The Short Stories of Ernest Hemingway

List Price: $9.99

Save 10.0%

You Pay: $8.99

Tell a Friend

Overview

Before he gained wide fame as a novelist, Ernest Hemingway established his literary reputation with his short stories. This collection, The Short Stories, originally published in 1938, is definitive. Among these forty-nine short stories are Hemingway's earliest efforts, written when he was a young foreign correspondent in Paris, and such masterpieces as "Hills Like White Elephants," "The Killers," "The Short, Happy Life of Francis Macomber," and "The Snows of Kilimanjaro."
Set in the varied landscapes of Spain, Africa, and the American Midwest, this collection traces the development and maturation of Hemingway's distinct and revolutionary storytelling style -- from the plain, bald language of his first story, "Up in Michigan," to the seamless prose and spare, eloquent pathos of "A Clean, Well-Lighted Place" to the expansive solitude of the "Big Two-Hearted River" stories. These stories showcase the singular talent of a master, the most important American writer of the twentieth century.

Editorial Reviews

Editorial Reviews for this product are not available at this time.

Author Information

Bio of Ernest Hemingway

Ernest Miller Hemingway was born in the family home in Oak Park, Ill., on July 21, 1899. In high school, Hemingway enjoyed working on The Trapeze, his school newspaper, where he wrote his first articles. Upon graduation in the spring of 1917, Hemingway took a job as a cub reporter for the Kansas City Star. After a short stint in the U.S. Army as a volunteer Red Cross ambulance driver in Italy, Hemingway moved to Paris, and it was here that Hemingway began his well-documented career as a novelist. Hemingway's first collection of short stories and vignettes, entitled In Our Time, was published in 1925. His first major novel, The Sun Also Rises, the story of American and English expatriates in Paris and on excursion to Pamplona, immediately established him as one of the great prose stylists and preeminent writers of his time. In this book, Hemingway quotes Gertrude Stein, "You are all a lost generation," thereby labeling himself and other expatriate writers, including Scott Fitzgerald, T.S. Eliot, and Ford Madox Ford. Other novels written by Hemingway include: A Farewell To Arms, the story, based in part on Hemingway's life, of an American ambulance driver on the Italian front and his passion for a beautiful English nurse; For Whom the Bell Tolls, the story of an American who fought, loved, and died with the guerrillas in the mountains of Spain; and To Have and Have Not, about an honest man forced into running contraband between Cuba and Key West. Non-fiction includes Green Hills of Africa, Hemingway's lyrical journal of a month on safari in East Africa; and A Moveable Feast, his recollections of Paris in the Roaring 20s. In 1954, Hemingway won the Nobel Prize in Literature for his novella, The Old Man and the Sea. A year after being hospitalized for uncontrolled high blood pressure, liver disease, diabetes, and depression, Hemingway committed suicide on July 2, 1961, in Ketchum, Idaho. 030

Customer Reviews

There are no customer reviews available at this time. To add your review, Register or Sign In to your account using our free eBook Library Software.

Additional Info

Imprint

Scribner

Filesize

886.18 KB

Number of Pages

499

eBook ISBN

9780743237314

Excerpt from: The Short Stories of Ernest Hemingway by Ernest Hemingway

The first four stories are the last ones I have written. The others follow in the order in which they were originally published.

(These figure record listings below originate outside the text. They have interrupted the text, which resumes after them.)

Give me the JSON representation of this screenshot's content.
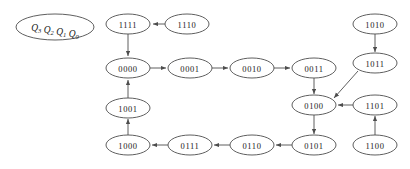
{
  "diagram": {
    "background_color": "#ffffff",
    "stroke_color": "#4d4d4d",
    "text_color": "#1a1a1a",
    "legend": {
      "name": "state-variable-legend",
      "parts": [
        {
          "base": "Q",
          "sub": "3"
        },
        {
          "base": "Q",
          "sub": "2"
        },
        {
          "base": "Q",
          "sub": "1"
        },
        {
          "base": "Q",
          "sub": "0"
        }
      ],
      "cx": 55,
      "cy": 27,
      "rx": 39,
      "ry": 13
    },
    "nodes": [
      {
        "id": "1111",
        "label": "1111",
        "cx": 128,
        "cy": 24,
        "rx": 22,
        "ry": 10
      },
      {
        "id": "1110",
        "label": "1110",
        "cx": 187,
        "cy": 24,
        "rx": 22,
        "ry": 10
      },
      {
        "id": "1010",
        "label": "1010",
        "cx": 375,
        "cy": 24,
        "rx": 22,
        "ry": 10
      },
      {
        "id": "0000",
        "label": "0000",
        "cx": 128,
        "cy": 68,
        "rx": 22,
        "ry": 10
      },
      {
        "id": "0001",
        "label": "0001",
        "cx": 190,
        "cy": 68,
        "rx": 22,
        "ry": 10
      },
      {
        "id": "0010",
        "label": "0010",
        "cx": 252,
        "cy": 68,
        "rx": 22,
        "ry": 10
      },
      {
        "id": "0011",
        "label": "0011",
        "cx": 314,
        "cy": 68,
        "rx": 22,
        "ry": 10
      },
      {
        "id": "1011",
        "label": "1011",
        "cx": 375,
        "cy": 63,
        "rx": 22,
        "ry": 10
      },
      {
        "id": "1001",
        "label": "1001",
        "cx": 128,
        "cy": 108,
        "rx": 22,
        "ry": 10
      },
      {
        "id": "0100",
        "label": "0100",
        "cx": 314,
        "cy": 105,
        "rx": 22,
        "ry": 10
      },
      {
        "id": "1101",
        "label": "1101",
        "cx": 375,
        "cy": 105,
        "rx": 22,
        "ry": 10
      },
      {
        "id": "1000",
        "label": "1000",
        "cx": 128,
        "cy": 145,
        "rx": 22,
        "ry": 10
      },
      {
        "id": "0111",
        "label": "0111",
        "cx": 190,
        "cy": 145,
        "rx": 22,
        "ry": 10
      },
      {
        "id": "0110",
        "label": "0110",
        "cx": 252,
        "cy": 145,
        "rx": 22,
        "ry": 10
      },
      {
        "id": "0101",
        "label": "0101",
        "cx": 314,
        "cy": 145,
        "rx": 22,
        "ry": 10
      },
      {
        "id": "1100",
        "label": "1100",
        "cx": 375,
        "cy": 145,
        "rx": 22,
        "ry": 10
      }
    ],
    "edges": [
      {
        "from": "1110",
        "to": "1111",
        "x1": 165,
        "y1": 24,
        "x2": 153,
        "y2": 24
      },
      {
        "from": "1111",
        "to": "0000",
        "x1": 128,
        "y1": 34,
        "x2": 128,
        "y2": 56
      },
      {
        "from": "0000",
        "to": "0001",
        "x1": 150,
        "y1": 68,
        "x2": 166,
        "y2": 68
      },
      {
        "from": "0001",
        "to": "0010",
        "x1": 212,
        "y1": 68,
        "x2": 228,
        "y2": 68
      },
      {
        "from": "0010",
        "to": "0011",
        "x1": 274,
        "y1": 68,
        "x2": 290,
        "y2": 68
      },
      {
        "from": "0011",
        "to": "0100",
        "x1": 314,
        "y1": 78,
        "x2": 314,
        "y2": 94
      },
      {
        "from": "1010",
        "to": "1011",
        "x1": 375,
        "y1": 34,
        "x2": 375,
        "y2": 52
      },
      {
        "from": "1011",
        "to": "0100",
        "x1": 358,
        "y1": 71,
        "x2": 334,
        "y2": 98
      },
      {
        "from": "1101",
        "to": "0100",
        "x1": 353,
        "y1": 105,
        "x2": 338,
        "y2": 105
      },
      {
        "from": "1100",
        "to": "1101",
        "x1": 375,
        "y1": 135,
        "x2": 375,
        "y2": 116
      },
      {
        "from": "0100",
        "to": "0101",
        "x1": 314,
        "y1": 115,
        "x2": 314,
        "y2": 134
      },
      {
        "from": "0101",
        "to": "0110",
        "x1": 292,
        "y1": 145,
        "x2": 276,
        "y2": 145
      },
      {
        "from": "0110",
        "to": "0111",
        "x1": 230,
        "y1": 145,
        "x2": 214,
        "y2": 145
      },
      {
        "from": "0111",
        "to": "1000",
        "x1": 168,
        "y1": 145,
        "x2": 152,
        "y2": 145
      },
      {
        "from": "1000",
        "to": "1001",
        "x1": 128,
        "y1": 135,
        "x2": 128,
        "y2": 119
      },
      {
        "from": "1001",
        "to": "0000",
        "x1": 128,
        "y1": 98,
        "x2": 128,
        "y2": 80
      }
    ]
  }
}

The first one I wrote was Up in Michigan, written in Paris in 1921. The last was Old Man at the Bridge cabled from Barcelona in April of 1938.

Beside The Fifth Column, I wrote The Killers, Today Is Friday, Ten Indians, part of The Sun Also Rises and the first third of To Have and Have Not in Madrid. It was always a good place for working. So was Paris, and so were Key West, Florida, in the cool months; the ranch, near Cooke City, Montana; Kansas City; Chicago; Toronto, and Havana, Cuba.

Some other places were not so good but maybe we were not so good when we were in them.

There are many kinds of stories in this book. I hope that you will find some that you like. Reading them over, the ones I liked the best, outside of those that have achieved some notoriety so that school teachers include them in story collections that their pupils have to buy in story courses, and you are always faintly embarrassed to read them and wonder whether you really wrote them or did you maybe hear them somewhere, are The Short Happy Life of Francis Macomber, In Another Country, Hills Like White Elephants, A Way You'll Never Be, The Snows of Kilimanjaro, A Clean Well-Lighted Place, and a story called The Light of the World which nobody else ever liked. There are some others too. Because if you did not like them you would not publish them.

In going where you have to go, and doing what you have to do, and seeing what you have to see, you dull and blunt the instrument you write with. But I would rather have it bent and dull and know I had to put it on the grindstone again and hammer it into shape and put a whetstone to it, and know that I had something to write about, than to have it bright and shining and nothing to say, or smooth and well-oiled in the closet, but unused.

Now it is necessary to get to the grindstone again. I would like to live long enough to write three more novels and twenty-five more stories. I know some pretty good ones.